Credit restrictions and a deterioration in financial market conditions "appreciably" increased the risks to economic growth, the Federal Reserve said Aug. 17 when it lowered the rate at which it lends to banks.
Fed officials had underestimated the contagion from subprime credit markets to less risky borrowers, some economists said yesterday following the release of minutes of the central bank's Aug. 7 meeting.
Policymakers forecast housing would restrain growth "for some time" and developments in mortgage markets suggested "the adjustment in the housing sector could well prove to be both deeper and more prolonged than had seemed likely earlier this year," according to the minutes.
Still, central bankers put aside concerns about the rising cost of funds because they weren't convinced that a slowdown in inflation would last. They maintained that inflation remained the most significant policy risk, and kept the benchmark interest rate target unchanged at 5.25 percent.

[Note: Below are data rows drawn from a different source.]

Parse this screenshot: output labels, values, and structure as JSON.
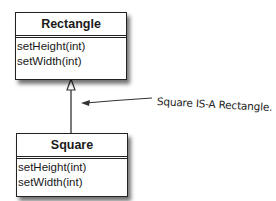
{
  "diagram": {
    "classes": [
      {
        "name": "Rectangle",
        "methods": [
          "setHeight(int)",
          "setWidth(int)"
        ]
      },
      {
        "name": "Square",
        "methods": [
          "setHeight(int)",
          "setWidth(int)"
        ]
      }
    ],
    "relationship": "inheritance",
    "annotation": "Square IS-A Rectangle.",
    "colors": {
      "line": "#222222",
      "background": "#ffffff"
    }
  }
}
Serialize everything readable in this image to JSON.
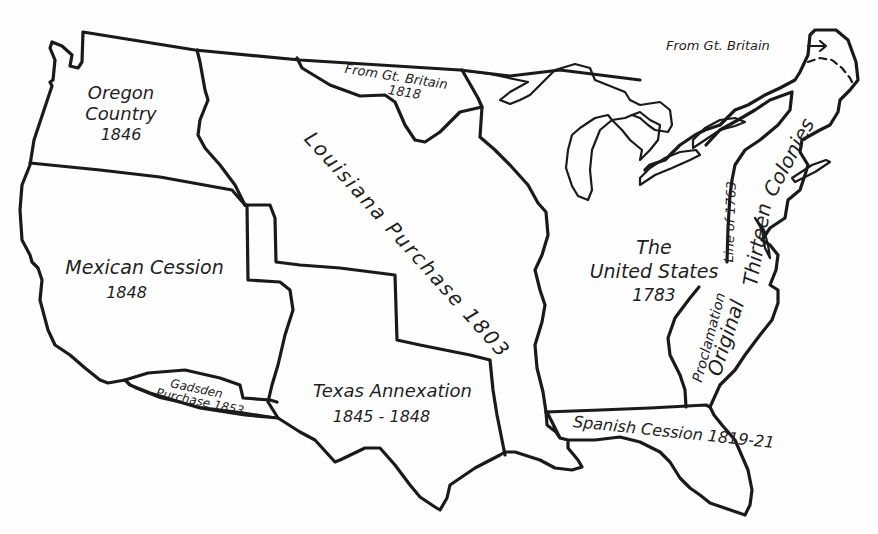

Since then, reports paint a more distressing picture for some lenders. Title insurer LandAmerica Financial Group said Tuesday it will cut 1,100 jobs in the second half of 2007 to reduce costs as mortgage originations decline.
The company is looking at increasing operating efficiencies "in these difficult times," said Chief Executive Officer Theodore Chandler Jr.
Home prices fell 3.2 percent in the second quarter from a year earlier, according to a report yesterday by S&P/Case-Shiller. It was the biggest decline since records began in 1987.
Bloomberg News reporters Carol Massar and Monica Bertran in New York contributed to this report.